An example of building on top of mjlab to teach a Unitree G1 humanoid to perform a double spin kick. The reference motion comes from Jason Peng's MimicKit.
This repository provides:
- Data conversion script (MimicKit pkl → mjlab csv)
- Full training results and hyperparameters
- Pretrained ONNX checkpoint for deployment
- Deployment instructions for real hardware
⚠️ DisclaimerThis repository is provided as-is for educational purposes. We do not take any responsibility for damage to property or injury to persons that may occur from attempting to replicate the results shown here. Please exercise caution and good judgement when working with hardware.
- Clone mjlab:
git clone https://github.com/mujocolab/mjlab- Clone this repo:
git clone https://github.com/mujocolab/g1_spinkick_example.git
cd g1_spinkick_example- Install mjlab as an editable package:
uv add --editable ../mjlabDownload the spin kick data using the link referenced in the MimicKit installation instructions.
The conversion script adds smooth transitions from a safe standing pose at the start and end of the motion to ensure safe deployment. Since the motion is cyclic, we also repeat it to reach the desired duration.
# Convert pkl to csv
uv run pkl_to_csv.py \
--pkl-file g1_spinkick.pkl \
--csv-file g1_spinkick.csv \
--duration 2.65 \
--add-start-transition \
--add-end-transition \
--transition-duration 0.5 \
--pad-duration 1.0
# Convert csv to npz
MUJOCO_GL=egl uv run -m mjlab.scripts.csv_to_npz \
--input-file g1_spinkick.csv \
--output-name mimickit_spinkick_safe \
--input-fps 60 \
--output-fps 50 \
--renderThis will upload the motion to your wandb registry and create a video showing the reference motion like the one below:
Follow the registry creation instructions in the mjlab README.
MUJOCO_GL=egl CUDA_VISIBLE_DEVICES=0 uv run train.py \
Mjlab-Spinkick-Unitree-G1 \
--registry-name {your-organization}/{registry-name}/mimickit_spinkick_safe \
--env.scene.num-envs 4096 \
--agent.max-iterations 20_000For full training details and reproducibility, see the wandb report.
To evaluate your trained policy, you'll need your wandb run path. You can find this in the run overview. It follows the format {your-organization}/{project-name}/{run-id}, where run-id is a unique 8-character identifier.
Once you have your run path, evaluate the policy with:
uv run play.py \
Mjlab-Spinkick-Unitree-G1-Play \
--wandb-run-path {wandb-run-path} \
--num-envs 8We use motion_tracking_controller to deploy the trained policy. An ONNX file is provided for convenience, though one will also be generated in your wandb artifacts. Download it and follow the instructions in the motion_tracking_controller repo.
An alternative option is available through RoboJuDo, a lightweight deployment framework designed for onboard execution and flexible modular integration.
RoboJuDo supports this mjlab example via the BeyondmimicPolicy, allowing direct use of the provided configuration.
A minimal configuration setup is shown below:
-
Download the ONNX model and place it in
assets/models/g1/beyondmimic. -
Edit the
g1_beyondmimicconfig inrobojudo/config/g1/g1_cfg.pyto set policy name:
@cfg_registry.register
class g1_beyondmimic(RlPipelineCfg):
robot: str = "g1"
env: G1MujocoEnvCfg = G1MujocoEnvCfg()
ctrl: list[KeyboardCtrlCfg] = [KeyboardCtrlCfg()]
policy: G1BeyondMimicPolicyCfg = G1BeyondMimicPolicyCfg(
policy_name="spinkick_safe",
max_timestep=183,
)- For real robot deployment, you may use the
g1_locomimic_beyondmimicorg1_locomimic_beyondmimic_realconfig inrobojudo/config/g1/g1_loco_mimic_cfg.py, which includes smooth locomotion interpolation.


_Assigned task_
Your answer must be an exact copy of the data below, minus any pictures.

Figure record extracts
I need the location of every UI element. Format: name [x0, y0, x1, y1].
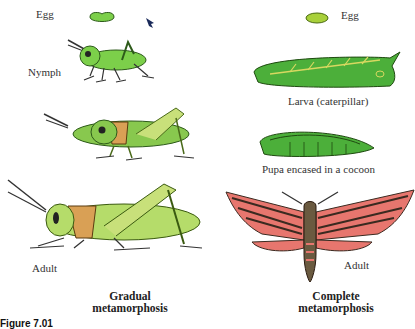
caterpillar-egg-illustration	[305, 12, 329, 24]
complete-metamorphosis-title: Complete metamorphosis	[276, 290, 396, 314]
gradual-metamorphosis-title: Gradual metamorphosis	[70, 290, 190, 314]
title-line1: Complete	[276, 290, 396, 302]
label-nymph: Nymph	[28, 66, 61, 78]
figure-caption: Figure 7.01	[0, 318, 53, 329]
label-egg-complete: Egg	[341, 9, 359, 21]
caption-prefix: Figure 7.01	[0, 318, 53, 329]
label-adult-gradual: Adult	[32, 262, 57, 274]
title-line1: Gradual	[70, 290, 190, 302]
adult-grasshopper-illustration	[4, 176, 204, 252]
label-egg-gradual: Egg	[36, 8, 54, 20]
grasshopper-egg-illustration	[88, 10, 116, 24]
title-line2: metamorphosis	[276, 302, 396, 314]
adult-moth-illustration	[222, 184, 415, 282]
label-pupa: Pupa encased in a cocoon	[262, 163, 375, 175]
label-larva: Larva (caterpillar)	[288, 95, 368, 107]
juvenile-grasshopper-illustration	[36, 104, 196, 162]
title-line2: metamorphosis	[70, 302, 190, 314]
pupa-illustration	[256, 126, 378, 160]
caterpillar-illustration	[250, 48, 402, 92]
label-adult-complete: Adult	[344, 259, 369, 271]
cursor-artifact	[145, 17, 157, 29]
nymph-grasshopper-illustration	[64, 36, 156, 86]
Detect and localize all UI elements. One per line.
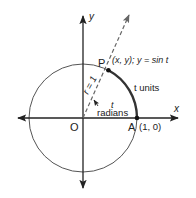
x-axis-label: x [173, 103, 180, 114]
unit-circle-diagram: y x O A (1, 0) P (x, y); y = sin t t uni… [0, 0, 196, 198]
point-p-desc: (x, y); y = sin t [112, 55, 169, 65]
y-axis-label: y [88, 11, 95, 22]
terminal-ray [83, 15, 129, 118]
arc-length-label: t units [134, 82, 160, 93]
point-a-label: A [128, 121, 136, 133]
point-p-label: P [98, 57, 105, 69]
point-a-coords: (1, 0) [139, 121, 161, 132]
point-p-dot [106, 68, 111, 73]
angle-pointer [94, 100, 98, 106]
point-a-dot [135, 116, 140, 121]
origin-label: O [70, 121, 79, 133]
angle-unit-label: radians [97, 107, 128, 118]
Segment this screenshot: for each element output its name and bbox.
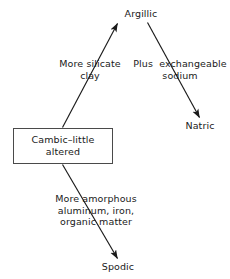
edge-label-plus-exchangeable-sodium: Plus exchangeable sodium — [132, 58, 228, 81]
node-argillic[interactable]: Argillic — [112, 8, 170, 20]
node-cambic-little-altered[interactable]: Cambic–little altered — [13, 128, 113, 164]
edge-label-more-amorphous-aluminum-iron-organic-matter: More amorphous aluminum, iron, organic m… — [44, 193, 148, 228]
soil-pathway-diagram: Cambic–little altered Argillic Natric Sp… — [0, 0, 230, 279]
node-natric[interactable]: Natric — [174, 120, 226, 132]
node-cambic-label: Cambic–little altered — [32, 134, 95, 158]
edge-label-more-silicate-clay: More silicate clay — [50, 58, 130, 81]
node-spodic[interactable]: Spodic — [92, 261, 144, 273]
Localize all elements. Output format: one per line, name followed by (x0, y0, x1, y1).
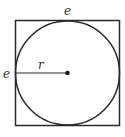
radius-label: r (38, 58, 45, 72)
center-point (65, 71, 70, 76)
inscribed-circle-diagram: e e r (0, 0, 125, 137)
left-edge-label: e (3, 67, 10, 81)
top-edge-label: e (64, 4, 71, 18)
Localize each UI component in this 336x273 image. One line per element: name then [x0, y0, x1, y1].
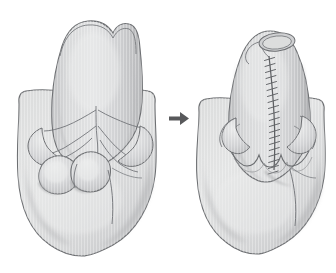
medical-illustration-figure: Surgical repair before-and-after illustr…	[0, 0, 336, 273]
ventral-lobe-right-highlight	[77, 159, 99, 181]
shaft-highlight-left	[68, 32, 120, 112]
illustration-canvas	[0, 0, 336, 273]
shaft-highlight-right	[240, 42, 288, 122]
ventral-lobe-left-highlight	[44, 161, 68, 183]
scrotum-highlight-right	[214, 170, 294, 234]
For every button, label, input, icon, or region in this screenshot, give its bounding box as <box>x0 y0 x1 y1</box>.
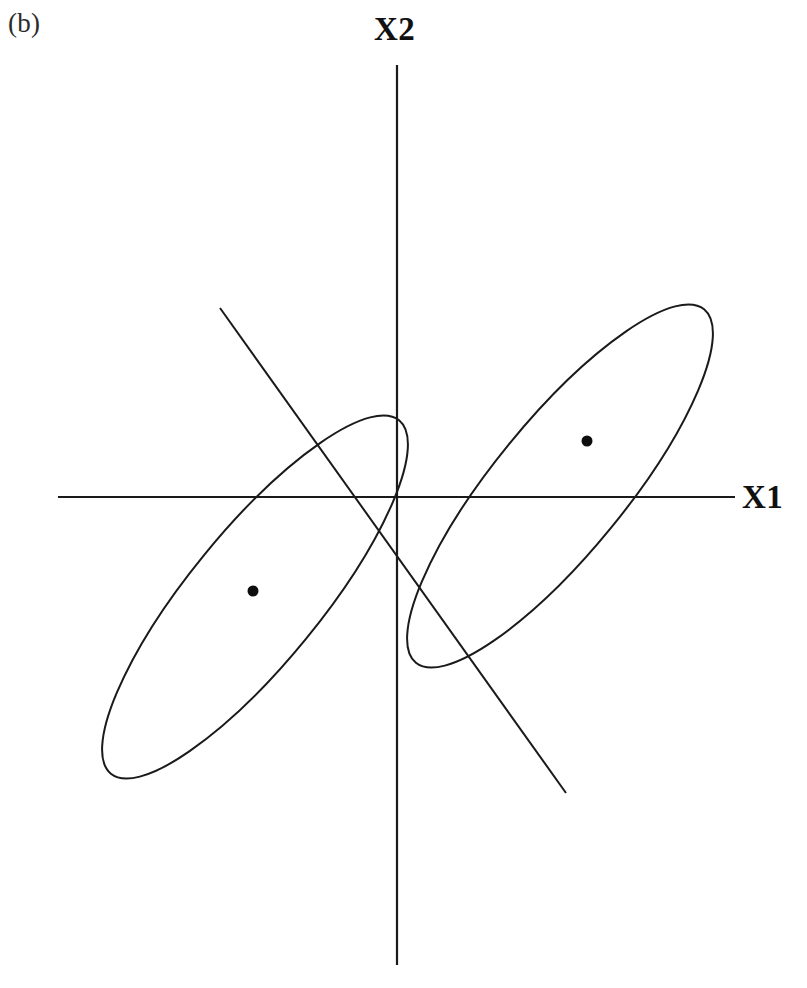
figure-canvas: (b) X2 X1 <box>0 0 807 988</box>
linear-decision-boundary <box>220 308 566 793</box>
figure-graphic <box>0 0 807 988</box>
class-1-ellipse <box>60 379 450 816</box>
class-2-ellipse <box>365 268 755 705</box>
class-2-centroid-dot <box>582 436 593 447</box>
y-axis-label: X2 <box>374 13 415 46</box>
x-axis-label: X1 <box>742 481 783 514</box>
class-1-centroid-dot <box>248 586 259 597</box>
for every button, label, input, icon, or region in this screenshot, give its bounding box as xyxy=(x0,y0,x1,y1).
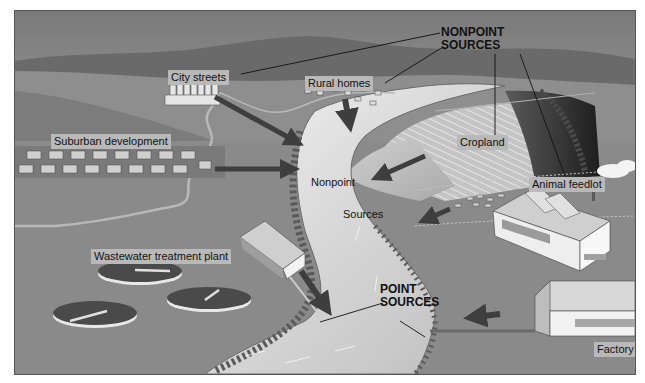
label-river-nonpoint: Nonpoint xyxy=(311,176,355,189)
label-river-sources: Sources xyxy=(343,208,383,221)
diagram-frame: NONPOINT SOURCES City streets Rural home… xyxy=(14,10,636,375)
nonpoint-sources-heading: NONPOINT SOURCES xyxy=(441,26,504,52)
landscape-illustration xyxy=(15,11,635,374)
label-animal-feedlot: Animal feedlot xyxy=(529,177,605,192)
label-city-streets: City streets xyxy=(168,70,229,85)
point-sources-heading: POINT SOURCES xyxy=(380,283,439,309)
label-cropland: Cropland xyxy=(457,135,508,150)
label-suburban-development: Suburban development xyxy=(51,134,171,149)
label-rural-homes: Rural homes xyxy=(305,76,373,91)
suburban-houses xyxy=(15,146,225,178)
label-factory: Factory xyxy=(594,342,636,357)
label-wastewater-treatment-plant: Wastewater treatment plant xyxy=(91,249,231,264)
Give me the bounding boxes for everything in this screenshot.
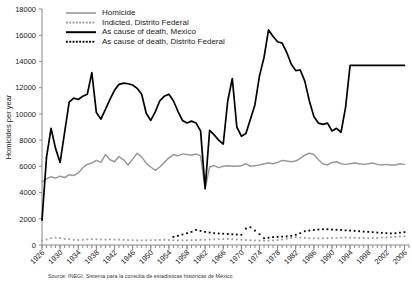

_Solution to this exercise_
I need the location of every UI element. Format: name [x0, y0, x1, y1].
caterpillar-egg-illustration	[305, 12, 329, 24]
complete-metamorphosis-title: Complete metamorphosis	[276, 290, 396, 314]
gradual-metamorphosis-title: Gradual metamorphosis	[70, 290, 190, 314]
title-line1: Complete	[276, 290, 396, 302]
label-nymph: Nymph	[28, 66, 61, 78]
figure-caption: Figure 7.01	[0, 318, 53, 329]
label-egg-complete: Egg	[341, 9, 359, 21]
caption-prefix: Figure 7.01	[0, 318, 53, 329]
label-adult-gradual: Adult	[32, 262, 57, 274]
title-line1: Gradual	[70, 290, 190, 302]
adult-grasshopper-illustration	[4, 176, 204, 252]
label-egg-gradual: Egg	[36, 8, 54, 20]
grasshopper-egg-illustration	[88, 10, 116, 24]
title-line2: metamorphosis	[276, 302, 396, 314]
adult-moth-illustration	[222, 184, 415, 282]
label-pupa: Pupa encased in a cocoon	[262, 163, 375, 175]
label-larva: Larva (caterpillar)	[288, 95, 368, 107]
juvenile-grasshopper-illustration	[36, 104, 196, 162]
title-line2: metamorphosis	[70, 302, 190, 314]
pupa-illustration	[256, 126, 378, 160]
caterpillar-illustration	[250, 48, 402, 92]
label-adult-complete: Adult	[344, 259, 369, 271]
cursor-artifact	[145, 17, 157, 29]
nymph-grasshopper-illustration	[64, 36, 156, 86]
Detect and localize all UI elements. One per line.
x-axis-label: x [173, 103, 180, 114]
unit-circle-diagram: y x O A (1, 0) P (x, y); y = sin t t uni… [0, 0, 196, 198]
point-p-desc: (x, y); y = sin t [112, 55, 169, 65]
y-axis-label: y [88, 11, 95, 22]
terminal-ray [83, 15, 129, 118]
arc-length-label: t units [134, 82, 160, 93]
point-a-label: A [128, 121, 136, 133]
point-p-label: P [98, 57, 105, 69]
point-a-coords: (1, 0) [139, 121, 161, 132]
point-p-dot [106, 68, 111, 73]
angle-pointer [94, 100, 98, 106]
point-a-dot [135, 116, 140, 121]
origin-label: O [70, 121, 79, 133]
angle-unit-label: radians [97, 107, 128, 118]
Segment this screenshot: for each element output its name and bbox.
edge-label-plus-exchangeable-sodium: Plus exchangeable sodium — [132, 58, 228, 81]
node-argillic[interactable]: Argillic — [112, 8, 170, 20]
node-cambic-little-altered[interactable]: Cambic–little altered — [13, 128, 113, 164]
edge-label-more-amorphous-aluminum-iron-organic-matter: More amorphous aluminum, iron, organic m… — [44, 193, 148, 228]
soil-pathway-diagram: Cambic–little altered Argillic Natric Sp… — [0, 0, 230, 279]
node-natric[interactable]: Natric — [174, 120, 226, 132]
node-cambic-label: Cambic–little altered — [32, 134, 95, 158]
edge-label-more-silicate-clay: More silicate clay — [50, 58, 130, 81]
node-spodic[interactable]: Spodic — [92, 261, 144, 273]
Localize all elements. Output format: one per line, name followed by (x0, y0, x1, y1).
radius-label: r (38, 58, 45, 72)
center-point (65, 71, 70, 76)
inscribed-circle-diagram: e e r (0, 0, 125, 137)
left-edge-label: e (3, 67, 10, 81)
top-edge-label: e (64, 4, 71, 18)
Localize each UI component in this 336x273 image. One line per element: name then [x0, y0, x1, y1].
medical-illustration-figure: Surgical repair before-and-after illustr…	[0, 0, 336, 273]
ventral-lobe-right-highlight	[77, 159, 99, 181]
shaft-highlight-left	[68, 32, 120, 112]
illustration-canvas	[0, 0, 336, 273]
shaft-highlight-right	[240, 42, 288, 122]
ventral-lobe-left-highlight	[44, 161, 68, 183]
scrotum-highlight-right	[214, 170, 294, 234]
For every button, label, input, icon, or region in this screenshot, give its bounding box as <box>x0 y0 x1 y1</box>.
figure-canvas: (b) X2 X1 <box>0 0 807 988</box>
linear-decision-boundary <box>220 308 566 793</box>
figure-graphic <box>0 0 807 988</box>
class-1-ellipse <box>60 379 450 816</box>
class-2-ellipse <box>365 268 755 705</box>
class-2-centroid-dot <box>582 436 593 447</box>
y-axis-label: X2 <box>374 13 415 46</box>
x-axis-label: X1 <box>742 481 783 514</box>
class-1-centroid-dot <box>248 586 259 597</box>
for every button, label, input, icon, or region in this screenshot, give its bounding box as xyxy=(x0,y0,x1,y1).
label-river-nonpoint: Nonpoint xyxy=(311,176,355,189)
label-river-sources: Sources xyxy=(343,208,383,221)
diagram-frame: NONPOINT SOURCES City streets Rural home… xyxy=(14,10,636,375)
nonpoint-sources-heading: NONPOINT SOURCES xyxy=(441,26,504,52)
landscape-illustration xyxy=(15,11,635,374)
label-animal-feedlot: Animal feedlot xyxy=(529,177,605,192)
label-city-streets: City streets xyxy=(168,70,229,85)
point-sources-heading: POINT SOURCES xyxy=(380,283,439,309)
label-cropland: Cropland xyxy=(457,135,508,150)
label-suburban-development: Suburban development xyxy=(51,134,171,149)
label-rural-homes: Rural homes xyxy=(305,76,373,91)
suburban-houses xyxy=(15,146,225,178)
label-factory: Factory xyxy=(594,342,636,357)
label-wastewater-treatment-plant: Wastewater treatment plant xyxy=(91,249,231,264)
Give me the bounding boxes for everything in this screenshot.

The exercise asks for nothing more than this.